We introduce FinDVer, a comprehensive benchmark specifically designed to evaluate the explainable claim verification capabilities of LLMs in the context of understanding and analyzing long, hybrid-content financial documents. FinDVer contains 4,000 expert-annotated examples across four subsets, each focusing on a type of scenario that frequently arises in real-world financial domains. We assess a broad spectrum of 25 LLMs under long-context and RAG settings. Our results show that even the current best-performing system (i.e., GPT-4o) significantly lags behind human experts. Our detailed findings and insights highlight the strengths and limitations of existing LLMs in this new task. We believe FinDVer can serve as a valuable benchmark for evaluating LLM capabilities in claim verification over complex, expert-domain documents.
Prompt recovery in large language models (LLMs) is crucial for understanding how LLMs work and addressing concerns regarding privacy, copyright, etc. The trend towards inference-only APIs complicates this task by restricting access to essential outputs for recovery. To tackle this challenge, we extract prompt-related information from limited outputs and identify a strong(negative) correlation between output probability-based uncertainty and the success of prompt recovery.This finding led to the development of Deliberative PrOmpt RecoverY (DORY), our novel approach that leverages uncertainty to recover prompts accurately. DORY involves reconstructing drafts from outputs, refining these with hints, and filtering out noise based on uncertainty. Our evaluation shows that DORY outperforms existing baselines across diverse LLMs and prompt benchmarks, improving performance by approximately 10.82% and establishing a new state-of-the-art record in prompt recovery tasks. Significantly, DORY operates using a single LLM without any external resources or model, offering a cost-effective, user-friendly prompt recovery solution.

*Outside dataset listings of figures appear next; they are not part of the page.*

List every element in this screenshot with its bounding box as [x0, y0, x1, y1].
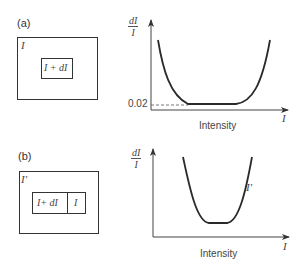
panel-a-curve — [158, 40, 270, 104]
panel-a-axes — [151, 20, 288, 110]
graphs-canvas — [0, 0, 301, 268]
panel-b-curve — [183, 157, 252, 223]
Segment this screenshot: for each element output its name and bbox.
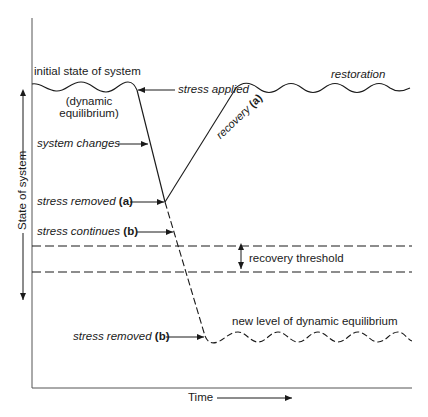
dynamic-equilibrium-label-line2: equilibrium) — [52, 108, 126, 120]
restoration-label: restoration — [331, 69, 385, 81]
x-axis-label: Time — [188, 392, 213, 404]
system-changes-label: system changes — [37, 138, 120, 150]
stress-applied-label: stress applied — [178, 84, 249, 96]
diagram-graphics — [0, 0, 428, 417]
stress-continues-label: stress continues (b) — [37, 226, 138, 238]
stress-removed-b-tag: (b) — [155, 330, 170, 342]
pointer-arrows — [118, 90, 204, 337]
initial-equilibrium-wave — [32, 82, 137, 92]
new-equilibrium-label: new level of dynamic equilibrium — [232, 316, 398, 328]
recovery-line — [165, 88, 236, 202]
restoration-wave — [236, 84, 410, 93]
new-equilibrium-wave — [205, 332, 412, 343]
stress-removed-b-label: stress removed (b) — [73, 331, 170, 343]
stress-response-diagram: initial state of system (dynamic equilib… — [0, 0, 428, 417]
recovery-threshold-label: recovery threshold — [249, 253, 344, 265]
recovery-threshold-lines — [32, 246, 412, 272]
stress-continues-line — [165, 202, 205, 336]
stress-removed-a-label: stress removed (a) — [37, 196, 133, 208]
dynamic-equilibrium-label-line1: (dynamic — [52, 96, 126, 108]
system-change-line — [137, 90, 165, 202]
stress-removed-a-tag: (a) — [119, 195, 133, 207]
stress-removed-a-text: stress removed — [37, 195, 116, 207]
y-axis-label: State of system — [17, 151, 29, 230]
stress-removed-b-text: stress removed — [73, 330, 152, 342]
initial-state-label: initial state of system — [34, 66, 141, 78]
stress-continues-text: stress continues — [37, 225, 120, 237]
stress-continues-tag: (b) — [123, 225, 138, 237]
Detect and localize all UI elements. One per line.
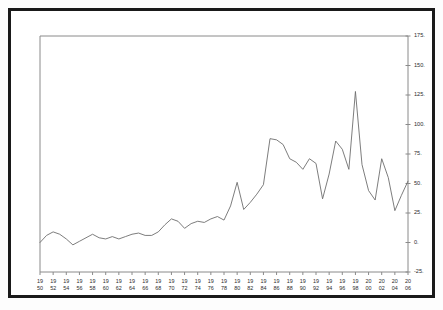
x-tick-label-century: 20 [366, 278, 372, 284]
x-tick-label-year: 00 [366, 285, 372, 291]
x-tick-label-year: 82 [247, 285, 253, 291]
x-tick-label-year: 96 [339, 285, 345, 291]
x-tick-label-year: 92 [313, 285, 319, 291]
x-tick-label-year: 68 [155, 285, 161, 291]
x-tick-label-year: 02 [379, 285, 385, 291]
plot-frame [40, 36, 408, 272]
x-tick-label-century: 19 [168, 278, 174, 284]
x-tick-label-century: 19 [326, 278, 332, 284]
x-tick-label-century: 19 [103, 278, 109, 284]
y-tick-label: 150. [414, 62, 425, 68]
x-tick-label-year: 90 [300, 285, 306, 291]
x-tick-label-century: 19 [50, 278, 56, 284]
x-tick-label-century: 20 [379, 278, 385, 284]
chart-page: 175.150.125.100.75.50.25.0.-25. 19501952… [0, 0, 443, 310]
x-tick-label-century: 19 [37, 278, 43, 284]
y-tick-label: 25. [414, 209, 422, 215]
series-line-series-1 [40, 91, 408, 244]
x-tick-label-century: 19 [63, 278, 69, 284]
x-tick-label-year: 06 [405, 285, 411, 291]
x-tick-label-year: 74 [195, 285, 201, 291]
x-tick-label-year: 60 [103, 285, 109, 291]
x-tick-label-year: 76 [208, 285, 214, 291]
x-tick-label-century: 20 [405, 278, 411, 284]
x-tick-label-year: 62 [116, 285, 122, 291]
x-tick-label-century: 19 [234, 278, 240, 284]
x-tick-label-year: 80 [234, 285, 240, 291]
x-tick-label-century: 19 [274, 278, 280, 284]
x-tick-label-year: 52 [50, 285, 56, 291]
line-chart: 175.150.125.100.75.50.25.0.-25. 19501952… [0, 0, 443, 310]
x-tick-label-century: 19 [352, 278, 358, 284]
series-group [40, 91, 408, 244]
x-tick-label-year: 94 [326, 285, 332, 291]
x-tick-label-year: 86 [274, 285, 280, 291]
x-tick-label-year: 70 [168, 285, 174, 291]
x-tick-label-year: 54 [63, 285, 69, 291]
x-tick-label-year: 84 [260, 285, 266, 291]
y-tick-label: 175. [414, 32, 425, 38]
y-tick-label: 0. [414, 239, 419, 245]
x-tick-label-century: 19 [300, 278, 306, 284]
x-tick-label-century: 19 [260, 278, 266, 284]
x-tick-label-year: 56 [76, 285, 82, 291]
x-tick-label-year: 04 [392, 285, 398, 291]
x-tick-label-century: 19 [339, 278, 345, 284]
x-tick-label-year: 72 [182, 285, 188, 291]
y-tick-label: 75. [414, 150, 422, 156]
y-tick-label: 125. [414, 91, 425, 97]
x-tick-label-century: 19 [155, 278, 161, 284]
y-tick-label: 50. [414, 180, 422, 186]
y-tick-labels: 175.150.125.100.75.50.25.0.-25. [414, 32, 425, 274]
y-tick-label: -25. [414, 268, 424, 274]
x-tick-label-century: 19 [195, 278, 201, 284]
x-tick-label-century: 19 [208, 278, 214, 284]
x-tick-label-century: 19 [116, 278, 122, 284]
x-tick-label-year: 58 [90, 285, 96, 291]
x-tick-label-year: 88 [287, 285, 293, 291]
x-tick-label-century: 19 [182, 278, 188, 284]
x-tick-label-year: 98 [352, 285, 358, 291]
x-tick-label-year: 50 [37, 285, 43, 291]
x-tick-label-century: 19 [90, 278, 96, 284]
x-tick-label-year: 78 [221, 285, 227, 291]
x-tick-label-year: 64 [129, 285, 135, 291]
x-tick-label-century: 20 [392, 278, 398, 284]
x-tick-label-year: 66 [142, 285, 148, 291]
x-tick-label-century: 19 [129, 278, 135, 284]
x-tick-label-century: 19 [247, 278, 253, 284]
x-tick-label-century: 19 [142, 278, 148, 284]
x-tick-label-century: 19 [76, 278, 82, 284]
x-tick-label-century: 19 [221, 278, 227, 284]
x-tick-label-century: 19 [313, 278, 319, 284]
y-tick-label: 100. [414, 121, 425, 127]
x-axis [40, 272, 408, 275]
x-tick-labels: 1950195219541956195819601962196419661968… [37, 278, 411, 291]
x-tick-label-century: 19 [287, 278, 293, 284]
chart-svg: 175.150.125.100.75.50.25.0.-25. 19501952… [0, 0, 443, 310]
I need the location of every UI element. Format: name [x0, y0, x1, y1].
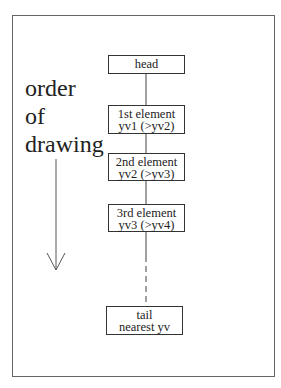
node-tail: tail nearest yv: [106, 306, 183, 335]
label-line-of: of: [25, 102, 104, 130]
order-label: order of drawing: [25, 74, 104, 158]
label-line-order: order: [25, 74, 104, 102]
node-second-value: yv2 (>yv3): [109, 168, 184, 180]
node-first-value: yv1 (>yv2): [109, 120, 184, 132]
node-head: head: [108, 55, 185, 74]
node-tail-value: nearest yv: [107, 321, 182, 333]
node-third-element: 3rd element yv3 (>yv4): [108, 204, 185, 232]
node-first-element: 1st element yv1 (>yv2): [108, 105, 185, 134]
node-second-element: 2nd element yv2 (>yv3): [108, 153, 185, 181]
node-third-value: yv3 (>yv4): [109, 219, 184, 231]
label-line-drawing: drawing: [25, 130, 104, 158]
down-arrow-icon: [47, 159, 65, 270]
node-head-text: head: [109, 56, 184, 73]
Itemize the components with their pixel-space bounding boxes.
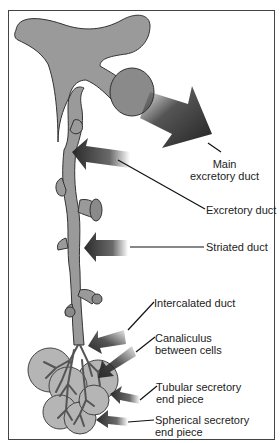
arrow-main-excretory — [140, 86, 212, 148]
label-canaliculus: Canaliculus between cells — [155, 332, 222, 356]
arrow-excretory — [72, 138, 130, 170]
label-spherical-end-piece: Spherical secretory end piece — [155, 414, 249, 438]
duct-illustration — [0, 0, 280, 443]
label-striated-duct: Striated duct — [206, 241, 268, 253]
label-intercalated-duct: Intercalated duct — [154, 297, 235, 309]
label-main-excretory-duct: Main excretory duct — [190, 158, 259, 182]
arrow-striated — [84, 232, 128, 262]
label-tubular-end-piece: Tubular secretory end piece — [156, 381, 241, 405]
label-excretory-duct: Excretory duct — [206, 204, 276, 216]
arrow-intercalated — [88, 330, 126, 354]
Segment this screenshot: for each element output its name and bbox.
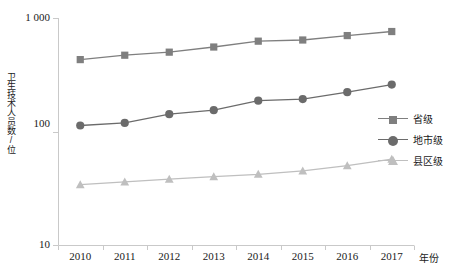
square-marker-icon	[378, 113, 408, 125]
data-point-marker	[210, 106, 218, 114]
legend-label: 县区级	[413, 153, 443, 168]
axes	[53, 18, 415, 250]
data-point-marker	[255, 38, 262, 45]
legend-label: 地市级	[413, 132, 443, 147]
series-line-2	[80, 159, 392, 185]
legend-item-2[interactable]: 县区级	[378, 150, 466, 171]
data-point-marker	[299, 95, 307, 103]
data-point-marker	[344, 32, 351, 39]
x-axis-tick-label-2012: 2012	[144, 250, 194, 262]
chart-legend: 省级地市级县区级	[378, 108, 466, 171]
data-point-marker	[210, 43, 217, 50]
triangle-marker-icon	[378, 155, 408, 167]
x-axis-tick-label-2013: 2013	[189, 250, 239, 262]
data-point-marker	[388, 80, 396, 88]
circle-marker-icon	[378, 134, 408, 146]
x-axis-title: 年份	[419, 250, 439, 265]
data-point-marker	[77, 56, 84, 63]
data-point-marker	[254, 97, 262, 105]
data-point-marker	[388, 28, 395, 35]
data-point-marker	[343, 88, 351, 96]
legend-item-0[interactable]: 省级	[378, 108, 466, 129]
data-point-marker	[166, 49, 173, 56]
chart-container: 卫生技术人员数/位 1 000 100 10 20102011201220132…	[0, 0, 469, 273]
x-axis-tick-label-2011: 2011	[100, 250, 150, 262]
data-point-marker	[76, 121, 84, 129]
data-point-marker	[299, 36, 306, 43]
x-axis-tick-label-2016: 2016	[322, 250, 372, 262]
x-axis-tick-label-2017: 2017	[367, 250, 417, 262]
data-point-marker	[165, 110, 173, 118]
x-axis-tick-label-2014: 2014	[233, 250, 283, 262]
data-series-group	[76, 28, 396, 188]
data-point-marker	[121, 119, 129, 127]
x-axis-tick-label-2015: 2015	[278, 250, 328, 262]
x-axis-tick-label-2010: 2010	[55, 250, 105, 262]
legend-label: 省级	[413, 111, 433, 126]
legend-item-1[interactable]: 地市级	[378, 129, 466, 150]
data-point-marker	[121, 52, 128, 59]
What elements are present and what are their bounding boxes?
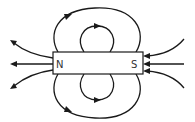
bar-magnet: N S	[53, 52, 143, 74]
bar-magnet-field-diagram: N S	[0, 0, 195, 122]
arrow-icon	[94, 97, 101, 103]
field-line-right-middle	[143, 61, 184, 67]
arrow-icon	[94, 23, 101, 29]
arrow-icon	[64, 14, 72, 20]
field-line-left-lower	[10, 70, 53, 89]
field-line-inner-bottom-loop	[80, 74, 113, 103]
south-pole-label: S	[131, 59, 137, 70]
magnet-body	[53, 52, 143, 74]
arrow-icon	[64, 106, 72, 112]
north-pole-label: N	[56, 59, 63, 70]
field-line-inner-top-loop	[80, 23, 113, 52]
arrow-icon	[143, 61, 150, 67]
field-line-right-lower	[143, 68, 184, 88]
arrow-icon	[10, 61, 17, 67]
field-line-left-upper	[10, 40, 53, 58]
field-line-left-middle	[10, 61, 53, 67]
arrow-icon	[143, 53, 150, 59]
field-line-outer-top-loop	[54, 8, 140, 52]
arrow-icon	[143, 68, 150, 74]
field-line-right-upper	[143, 39, 184, 59]
field-line-outer-bottom-loop	[54, 74, 140, 118]
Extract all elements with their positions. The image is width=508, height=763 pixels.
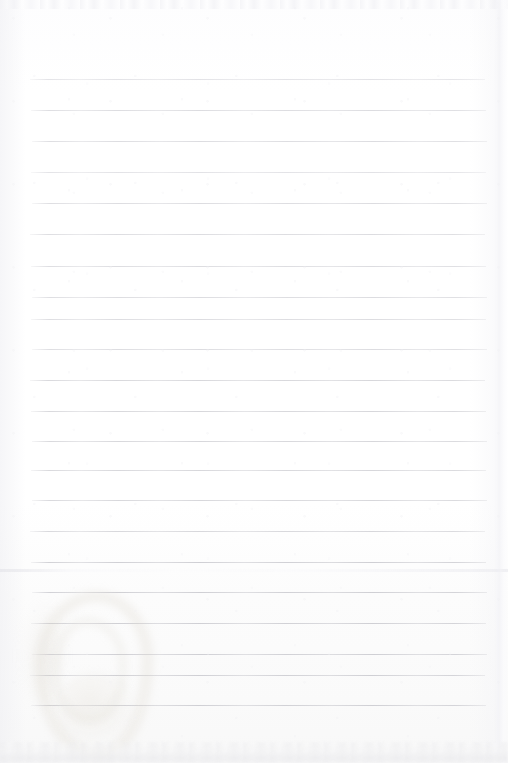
ruled-line: [31, 266, 486, 267]
ruled-line: [32, 297, 487, 298]
ruled-line: [31, 470, 486, 471]
ruled-line: [32, 349, 487, 350]
horizontal-fold-crease: [0, 569, 508, 572]
ruled-line: [30, 79, 485, 80]
ruled-line: [32, 500, 487, 501]
ruled-line: [31, 411, 486, 412]
ruled-line: [31, 562, 486, 563]
scanned-page: [0, 0, 508, 763]
top-scan-noise-band: [0, 0, 508, 9]
ruled-line: [32, 203, 487, 204]
ruled-line: [32, 441, 487, 442]
bottom-edge-smudge: [0, 742, 508, 763]
ruled-line: [30, 380, 485, 381]
ruled-line: [31, 110, 486, 111]
ruled-line: [30, 234, 485, 235]
ruled-line: [31, 172, 486, 173]
ruled-line: [31, 319, 486, 320]
ruled-line: [30, 531, 485, 532]
ruled-line: [32, 141, 487, 142]
right-page-seam: [497, 0, 502, 763]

In the current landscape of large language models (LLMs), the process of instruction tuning serves as an essential step. Considering the high computing power overhead, data-efficient instruction tuning was proposed to reduce the training data size in this process, aiming at selecting high-quality instructional data. Nevertheless, we argue that most current data-efficient instruction-tuning methods are highly dependent on the quality of the original instruction-tuning dataset. When it comes to datasets synthesized by LLMs, a common scenario in this field, dirty samples will even be selected with a higher probability than other samples. To address these challenges, we utilized external knowledge (relevant examples or paragraphs) to evaluate those samples synthesized by LLMs with an in-context-based relative predictive entropy. Based on the new metric, we proposed a framework, dubbed as RECOST, which integrates external-knowledge-base re-ranking and diversity-consistent sampling into a single pipeline. Through extensive experiments on several synthetic datasets (Alpaca and Alpaca-gpt4), we demonstrate the effectiveness of our method and achieve even better results with only 1% of the full dataset.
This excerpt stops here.